Hacker News new | ask | show | jobs
by otabdeveloper4 1836 days ago
A Docker image is really just a .tar.gz under the hood, with a little bit of metadata.

A Docker image is really just a chroot + some cgroups resource limits.

1 comments

> A Docker image is really just a chroot + some cgroups resource limits.

No, because an image specifies nothing about the runtime. Just add a Kernel and bootloader and one can boot most images. Further most container runtimes include a lot more than chroot and resource limits. Namespace isolation (process, user, network), seccomp rules, SELinux contexts, etc.

> Just add a Kernel and bootloader and one can boot most images.

Certainly not true of any of the images I work with.

What sort of images are you working with? I can fairly straightforwardly boot debian:stable with no modifications to the image using direct kernel boot. Is everything perfect?

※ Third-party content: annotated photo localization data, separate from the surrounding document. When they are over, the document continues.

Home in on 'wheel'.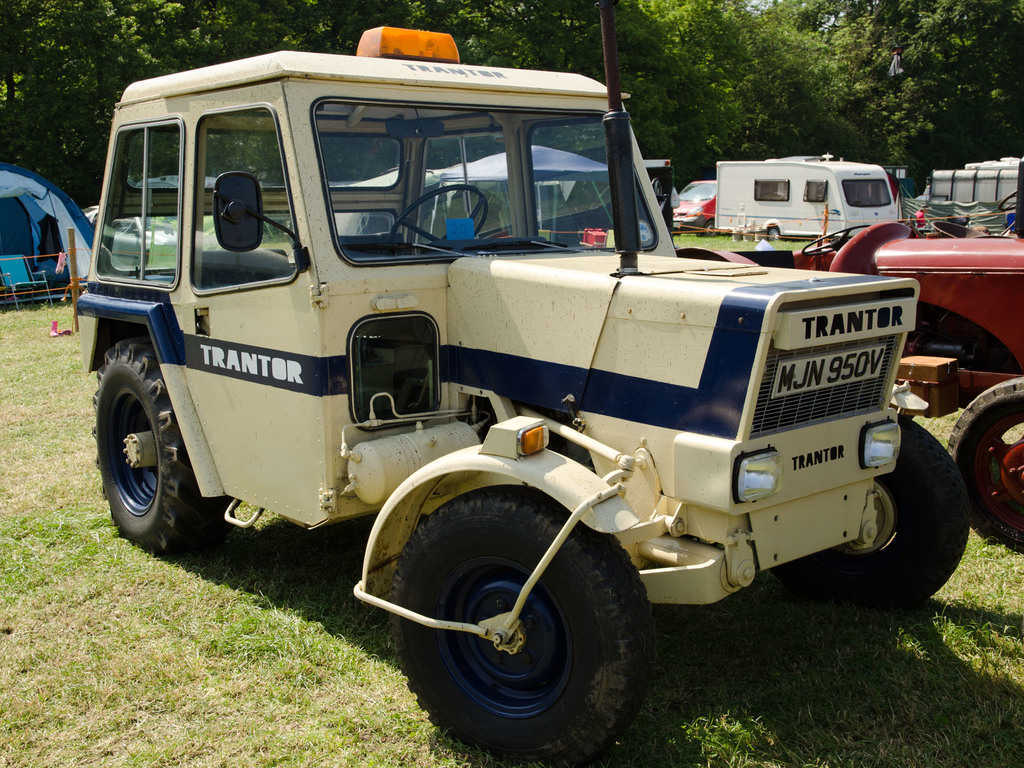
Homed in at 764:419:975:609.
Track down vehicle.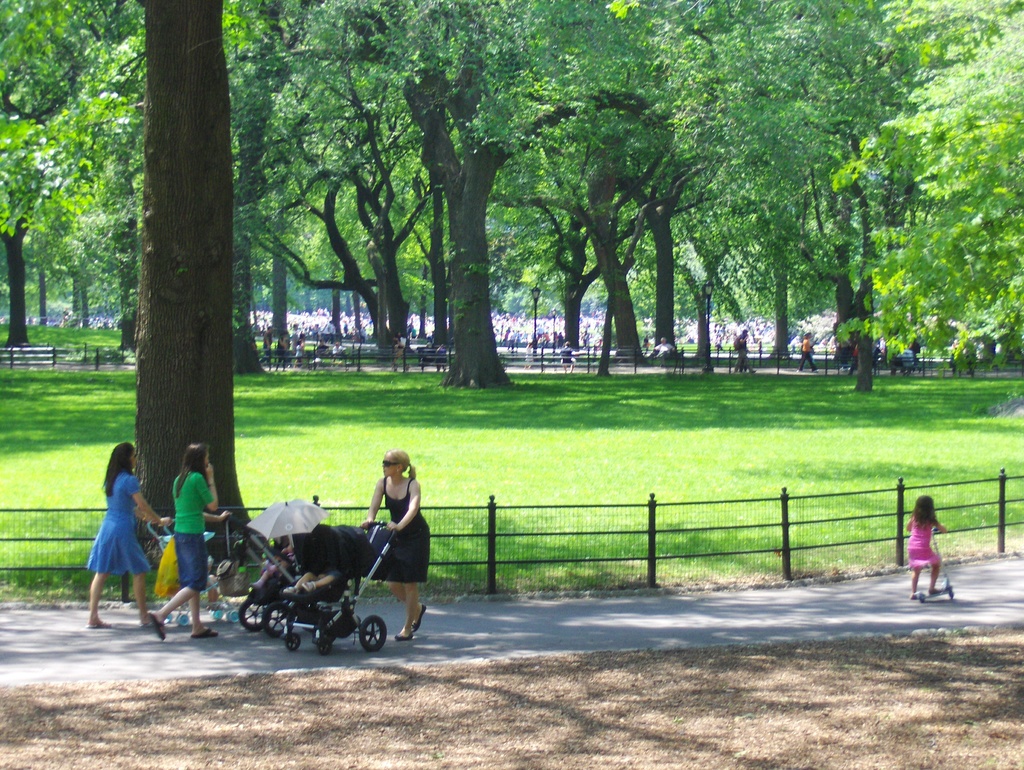
Tracked to 150/509/237/627.
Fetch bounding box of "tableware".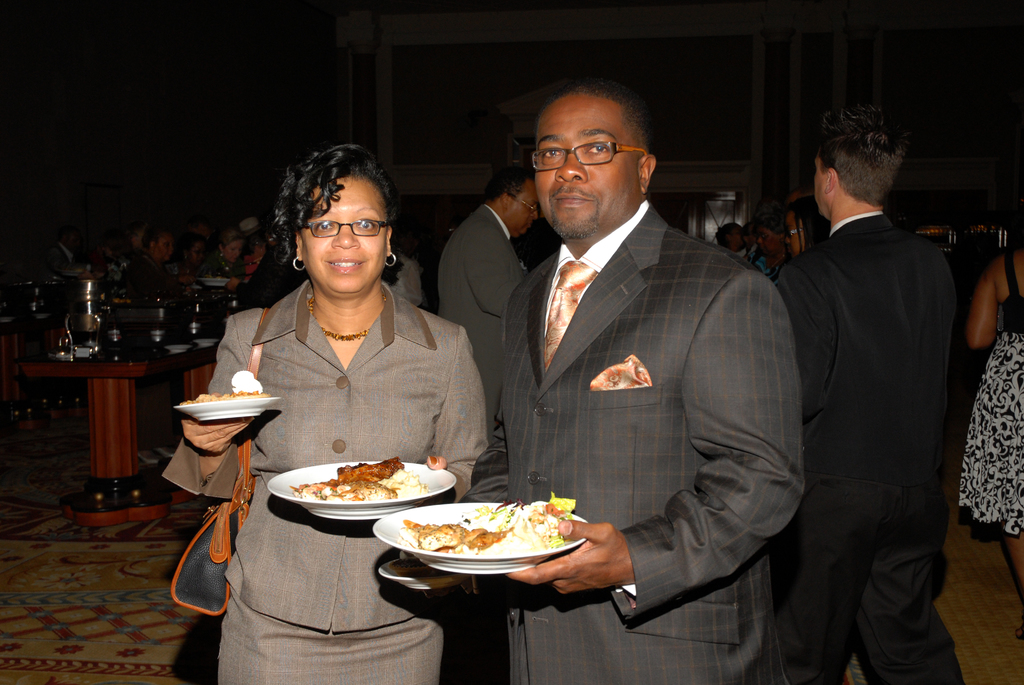
Bbox: bbox=[193, 276, 230, 288].
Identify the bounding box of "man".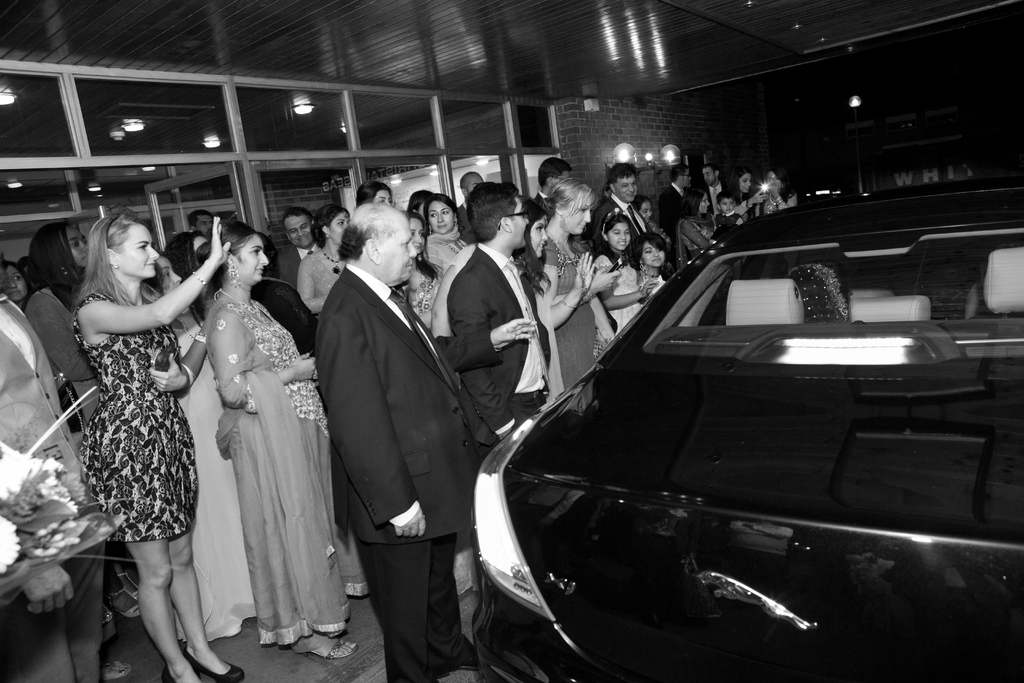
bbox=[301, 174, 484, 664].
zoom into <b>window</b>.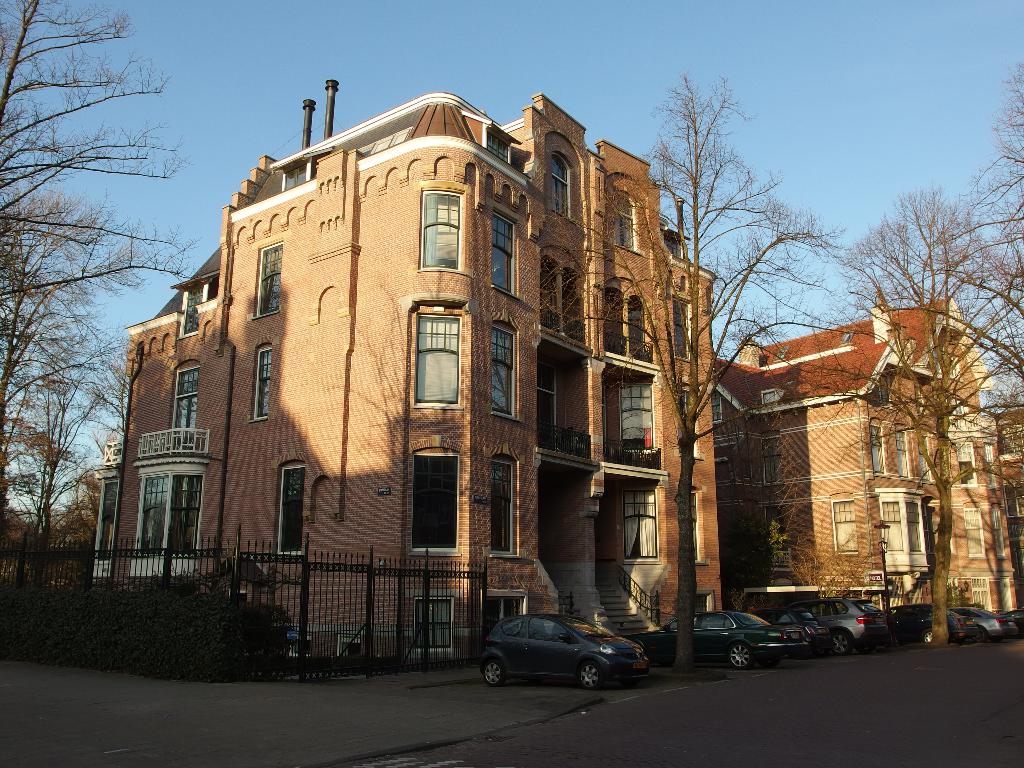
Zoom target: (left=182, top=280, right=207, bottom=333).
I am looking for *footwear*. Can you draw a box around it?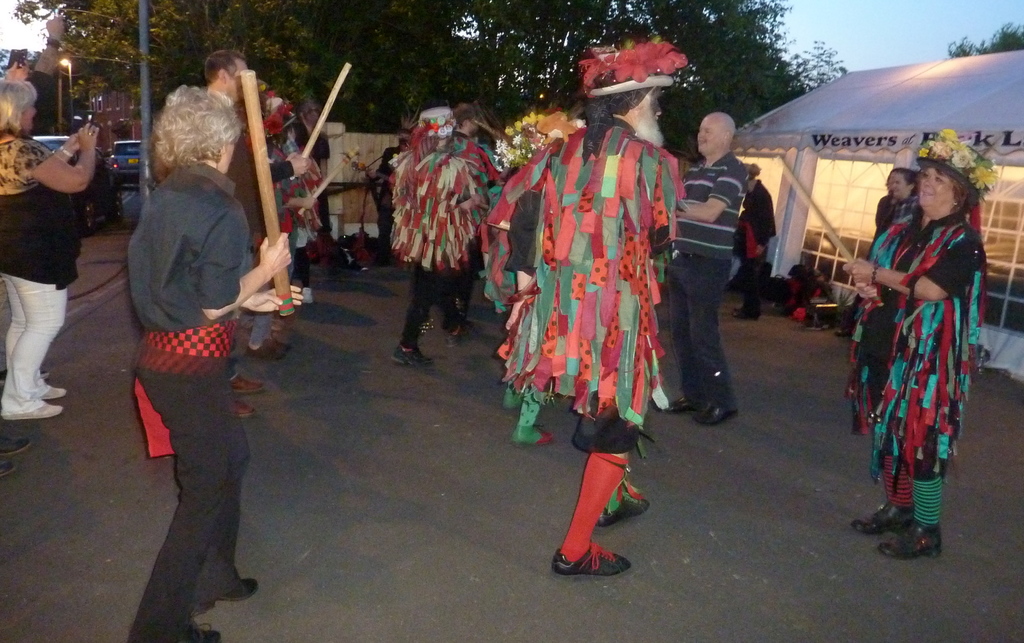
Sure, the bounding box is locate(248, 343, 293, 359).
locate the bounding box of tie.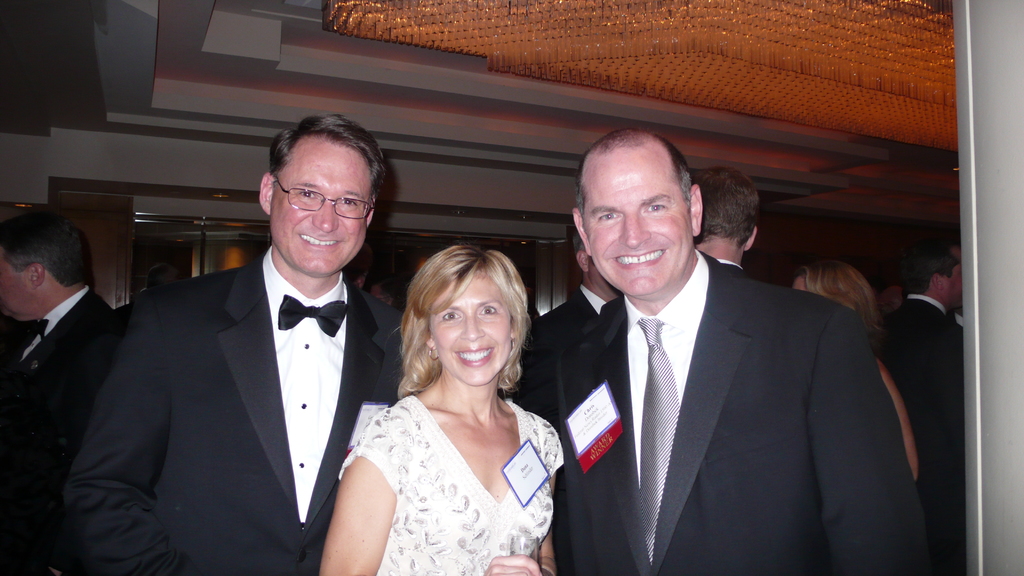
Bounding box: {"x1": 21, "y1": 316, "x2": 50, "y2": 343}.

No, but it does boot.
None of my images bundle a Linux distribution.

(Indeed, most don't even bundle bash or coreutils.)

Sure, but that still doesn’t necessarily mean it won’t work. I can successfully direct kernel boot a VM where the entire filesystem is just a single statically-linked binary and it boots and runs it (just set init= or put the binary at /sbin/init). Some programs might need /proc /sys /tmp, etc., and if they do a bit more work needs to be done of course, but not all do.